Today is my birthday. It feels weird typing that. It makes me uncomfortable about it in a way, as if to say so, to acknowledge it, is to claim some sort of privilege simply for existing. It feels unearned.
For the past few year, I've written a sort of reflection on my birthday. How the past year went for me, what of my goals I accomplished, and what I set out to do in the coming year. As of today, I'm 24. In the five-act-structure of my life (assuming I spontaneously combust at 40, which is the current plan), I've completed act three, the turning point, and am now heading into the spiral, where I'll make a bunch of hasty and ill-conceived decisions towards the true climax and meaning of my life. Or something like that.
It can be fun and cathartic to look over the past year of my life, which is conveniently close to the calendar year, and admire all the goals I achieved, all the things that I've done. To stack my life now in comparison to the person I was a year ago. But in truth, I didn't hit many of the goals I'd set out for. In fact, in many ways, I'm in nearly the same position I was in at 23.
I'm still a freelancer, like so many my generation. I've been doing contract work for a lot of the same companies I was working for before. I haven't been published yet, and in fact slouched on my attempts to be near the end of last year. Aside from having a completed draft, my novel still needs to be entirely re-written and reworked; I'm not closer to having a book out than I was last year. I'm still reliant on an employer for work, and don't have any of my own ventures to generate work or income.
Yet, I'm not writing off last year as a failure, or even redundant; not by a long shot. In many ways, just by working and living and trying to create I made big strides in understanding myself, and what I'd like to do, and most of all the person I'd like to be. I haven't gotten that seven-figure advance yet, but a lot happened to refocus, reaffirm, and reorient my goals.
I moved in with my beautiful girlfriend, into an apartment far nicer than one either of us had lived in prior. I wrote a lot of pieces I was proud of, and had a lot of conversations over the work I created that helped me understand something even further. I met some incredible people, all of whom have things to teach me. I came to understand what sort of work I'd like to make, and what sort of impact I'd like to have on the world.
I'm not at all the person I was a year ago. Each year I get smarter, stronger, more resolved, and a little bit closer to the man I'd like to become. It's a long road ahead of me. Each year only confirms that more. But it's a road I'm excited to walk, and through walking I get closer to understanding the destination.
In our progress-focused society, it's easy to feel bad about not moving fast enough. We see our friends and peers online who all seems to be living in a perpetual dream. It's difficult to not compare your life to theirs; even harder to not compare yours to yourself. It's easy to beat yourself up for not yet achieving your goals. Maybe I would have a year ago. But by being here another year, it's clearer to me now more than ever that each day we make strides whether it seems that way or not.
I haven't set any firm goals for 2019, the first year in memory where this is the case. It didn't seem necessary this year. I still want to do much of what I wanted to do last year, but the final outcomes and the process to get there is clearer now. I'm not sure where I'm going, or where I'll end up. I might not ever achieve what I've set out for. For me, simply having the waypoint set beyond the horizon, and spending each day doing my best to get there is enough.
Thank you so much to all those I've had the pleasure of interacting with. All the wonderful friends I've met and continue to meet over the years. Thanks so much for all the people who read the words I write. I hope they help you understand and learn a bit more about this beautiful world than you did before, as they do for me.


* [TASK TO COMPLETE]:
Whenever the string "points" turns up in a line of the data below, copy that line.

BEGIN

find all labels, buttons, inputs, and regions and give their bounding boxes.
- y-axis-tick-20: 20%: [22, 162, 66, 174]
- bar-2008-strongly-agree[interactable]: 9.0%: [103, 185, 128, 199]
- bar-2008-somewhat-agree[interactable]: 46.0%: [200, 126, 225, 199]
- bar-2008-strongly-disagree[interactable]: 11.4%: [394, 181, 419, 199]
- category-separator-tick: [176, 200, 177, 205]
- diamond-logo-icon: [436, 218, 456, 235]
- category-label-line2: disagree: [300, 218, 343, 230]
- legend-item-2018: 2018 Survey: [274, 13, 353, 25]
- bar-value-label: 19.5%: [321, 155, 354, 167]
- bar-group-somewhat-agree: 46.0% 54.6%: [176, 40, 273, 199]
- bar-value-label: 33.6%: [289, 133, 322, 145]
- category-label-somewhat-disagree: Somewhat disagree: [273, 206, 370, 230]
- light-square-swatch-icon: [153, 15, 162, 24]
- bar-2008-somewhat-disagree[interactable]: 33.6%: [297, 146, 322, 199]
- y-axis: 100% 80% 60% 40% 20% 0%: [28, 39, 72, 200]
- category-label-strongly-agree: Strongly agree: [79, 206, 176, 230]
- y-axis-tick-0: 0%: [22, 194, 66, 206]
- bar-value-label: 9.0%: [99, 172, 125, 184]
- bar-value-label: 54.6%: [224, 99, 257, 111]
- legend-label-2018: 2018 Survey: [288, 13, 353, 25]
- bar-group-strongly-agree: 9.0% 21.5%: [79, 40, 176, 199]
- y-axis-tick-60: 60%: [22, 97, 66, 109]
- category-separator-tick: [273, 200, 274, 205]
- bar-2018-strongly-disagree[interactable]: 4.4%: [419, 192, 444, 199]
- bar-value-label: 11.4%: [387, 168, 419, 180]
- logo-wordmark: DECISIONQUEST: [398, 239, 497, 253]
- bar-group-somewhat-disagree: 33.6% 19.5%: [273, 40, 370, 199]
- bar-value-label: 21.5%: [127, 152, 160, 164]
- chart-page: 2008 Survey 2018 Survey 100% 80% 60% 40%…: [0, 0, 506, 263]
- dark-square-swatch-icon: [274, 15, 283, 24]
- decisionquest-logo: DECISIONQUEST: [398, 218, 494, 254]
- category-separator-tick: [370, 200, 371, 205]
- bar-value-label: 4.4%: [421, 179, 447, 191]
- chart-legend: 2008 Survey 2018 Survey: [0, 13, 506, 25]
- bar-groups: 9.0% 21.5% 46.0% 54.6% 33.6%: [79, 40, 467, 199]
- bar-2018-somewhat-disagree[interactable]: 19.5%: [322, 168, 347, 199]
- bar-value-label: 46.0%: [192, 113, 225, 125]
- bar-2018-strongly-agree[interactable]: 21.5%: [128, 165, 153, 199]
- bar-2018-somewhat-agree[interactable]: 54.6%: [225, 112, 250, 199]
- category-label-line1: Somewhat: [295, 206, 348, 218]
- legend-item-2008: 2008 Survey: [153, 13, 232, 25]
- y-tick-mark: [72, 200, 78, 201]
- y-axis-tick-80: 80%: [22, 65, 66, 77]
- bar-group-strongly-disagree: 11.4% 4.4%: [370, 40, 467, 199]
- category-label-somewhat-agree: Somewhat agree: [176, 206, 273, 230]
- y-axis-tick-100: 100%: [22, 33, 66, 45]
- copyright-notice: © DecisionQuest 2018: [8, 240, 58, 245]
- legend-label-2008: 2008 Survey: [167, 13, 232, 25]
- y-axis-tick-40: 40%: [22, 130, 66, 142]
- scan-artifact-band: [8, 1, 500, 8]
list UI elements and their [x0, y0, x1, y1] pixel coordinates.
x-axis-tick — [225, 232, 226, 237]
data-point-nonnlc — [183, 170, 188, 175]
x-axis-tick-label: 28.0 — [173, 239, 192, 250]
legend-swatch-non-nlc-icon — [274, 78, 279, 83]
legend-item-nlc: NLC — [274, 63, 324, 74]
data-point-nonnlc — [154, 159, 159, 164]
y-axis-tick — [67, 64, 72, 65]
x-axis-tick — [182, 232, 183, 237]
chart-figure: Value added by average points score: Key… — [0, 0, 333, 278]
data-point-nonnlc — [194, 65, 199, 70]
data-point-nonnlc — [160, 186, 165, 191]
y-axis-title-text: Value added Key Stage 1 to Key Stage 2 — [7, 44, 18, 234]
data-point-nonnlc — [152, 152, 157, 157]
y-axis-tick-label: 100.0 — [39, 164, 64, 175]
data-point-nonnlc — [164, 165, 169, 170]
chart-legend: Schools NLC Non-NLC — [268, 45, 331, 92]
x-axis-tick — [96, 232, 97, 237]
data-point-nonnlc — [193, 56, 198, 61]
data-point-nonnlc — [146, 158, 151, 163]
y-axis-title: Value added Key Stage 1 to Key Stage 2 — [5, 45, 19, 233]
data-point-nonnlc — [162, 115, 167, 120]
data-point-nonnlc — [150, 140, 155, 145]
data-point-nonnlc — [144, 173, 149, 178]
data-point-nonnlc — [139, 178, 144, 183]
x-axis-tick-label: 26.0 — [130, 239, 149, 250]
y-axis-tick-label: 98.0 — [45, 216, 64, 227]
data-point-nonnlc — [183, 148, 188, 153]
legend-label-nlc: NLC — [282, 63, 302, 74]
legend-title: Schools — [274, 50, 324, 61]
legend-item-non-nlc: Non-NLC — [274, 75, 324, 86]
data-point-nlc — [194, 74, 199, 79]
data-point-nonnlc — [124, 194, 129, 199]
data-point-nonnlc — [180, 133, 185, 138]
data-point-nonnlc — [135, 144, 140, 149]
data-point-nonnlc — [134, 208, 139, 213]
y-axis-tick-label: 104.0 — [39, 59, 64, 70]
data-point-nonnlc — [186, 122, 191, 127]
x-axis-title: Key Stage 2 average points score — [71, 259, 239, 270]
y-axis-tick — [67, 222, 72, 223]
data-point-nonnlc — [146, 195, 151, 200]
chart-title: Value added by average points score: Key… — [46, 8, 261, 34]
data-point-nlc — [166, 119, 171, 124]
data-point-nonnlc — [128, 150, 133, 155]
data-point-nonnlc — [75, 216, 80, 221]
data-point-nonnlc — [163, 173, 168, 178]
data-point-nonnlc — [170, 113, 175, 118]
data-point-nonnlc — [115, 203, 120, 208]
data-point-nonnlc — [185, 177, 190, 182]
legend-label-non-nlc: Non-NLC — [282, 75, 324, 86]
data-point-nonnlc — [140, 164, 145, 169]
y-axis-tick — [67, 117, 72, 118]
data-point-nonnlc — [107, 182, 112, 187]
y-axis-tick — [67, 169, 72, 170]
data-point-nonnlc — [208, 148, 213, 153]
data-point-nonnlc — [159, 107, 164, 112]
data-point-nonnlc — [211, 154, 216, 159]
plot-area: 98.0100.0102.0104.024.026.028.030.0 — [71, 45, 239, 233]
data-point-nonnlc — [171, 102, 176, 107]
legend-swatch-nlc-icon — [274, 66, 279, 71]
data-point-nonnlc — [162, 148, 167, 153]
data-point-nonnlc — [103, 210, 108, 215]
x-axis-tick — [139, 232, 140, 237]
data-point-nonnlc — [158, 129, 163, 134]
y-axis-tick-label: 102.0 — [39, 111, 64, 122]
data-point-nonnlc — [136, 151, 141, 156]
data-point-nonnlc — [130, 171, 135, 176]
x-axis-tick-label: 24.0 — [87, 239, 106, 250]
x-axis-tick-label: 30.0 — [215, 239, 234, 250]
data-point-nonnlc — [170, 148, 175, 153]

END
BEGIN

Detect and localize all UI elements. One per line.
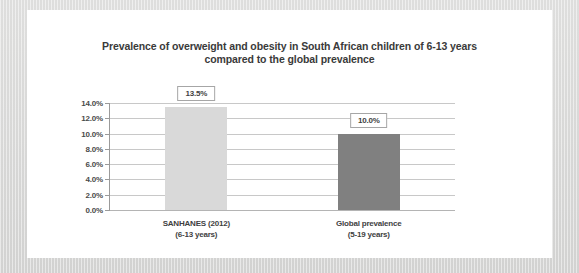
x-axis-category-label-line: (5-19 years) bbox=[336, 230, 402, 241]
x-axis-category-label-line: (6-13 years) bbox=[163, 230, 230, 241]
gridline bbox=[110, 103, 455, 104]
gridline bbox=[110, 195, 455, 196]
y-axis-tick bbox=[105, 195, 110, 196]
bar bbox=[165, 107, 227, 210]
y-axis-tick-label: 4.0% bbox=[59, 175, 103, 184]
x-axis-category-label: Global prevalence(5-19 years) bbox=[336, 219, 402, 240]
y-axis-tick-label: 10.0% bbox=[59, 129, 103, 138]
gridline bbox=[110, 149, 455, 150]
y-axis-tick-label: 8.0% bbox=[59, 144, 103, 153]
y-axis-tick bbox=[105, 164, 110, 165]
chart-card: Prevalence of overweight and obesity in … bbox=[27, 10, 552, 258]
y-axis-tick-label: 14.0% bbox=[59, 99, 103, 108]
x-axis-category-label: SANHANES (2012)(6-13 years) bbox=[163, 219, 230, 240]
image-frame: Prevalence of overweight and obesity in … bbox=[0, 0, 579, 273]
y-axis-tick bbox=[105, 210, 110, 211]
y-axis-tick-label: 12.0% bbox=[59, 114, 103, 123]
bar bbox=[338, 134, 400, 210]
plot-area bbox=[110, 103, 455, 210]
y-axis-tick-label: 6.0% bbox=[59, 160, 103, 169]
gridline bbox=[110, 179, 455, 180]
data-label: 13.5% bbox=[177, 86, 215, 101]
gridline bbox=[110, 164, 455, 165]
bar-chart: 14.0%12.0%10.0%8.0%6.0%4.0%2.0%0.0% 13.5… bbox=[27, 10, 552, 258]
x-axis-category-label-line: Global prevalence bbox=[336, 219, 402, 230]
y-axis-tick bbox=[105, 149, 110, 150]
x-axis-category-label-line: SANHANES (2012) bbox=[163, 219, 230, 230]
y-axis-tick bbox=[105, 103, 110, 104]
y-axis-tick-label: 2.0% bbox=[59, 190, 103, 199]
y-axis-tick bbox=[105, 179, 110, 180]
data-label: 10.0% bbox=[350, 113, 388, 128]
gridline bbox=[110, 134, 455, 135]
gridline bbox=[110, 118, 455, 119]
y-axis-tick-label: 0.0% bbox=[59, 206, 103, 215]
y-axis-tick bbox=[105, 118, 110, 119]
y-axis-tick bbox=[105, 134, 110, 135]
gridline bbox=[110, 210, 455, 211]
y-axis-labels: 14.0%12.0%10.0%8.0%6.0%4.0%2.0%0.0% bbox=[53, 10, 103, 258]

END

* [EXPECTED ANSWER]:
chart-figure: Value added by average points score: Key… — [0, 0, 333, 278]
x-axis-title: Key Stage 2 average points score — [71, 259, 239, 270]
chart-title: Value added by average points score: Key… — [46, 8, 261, 34]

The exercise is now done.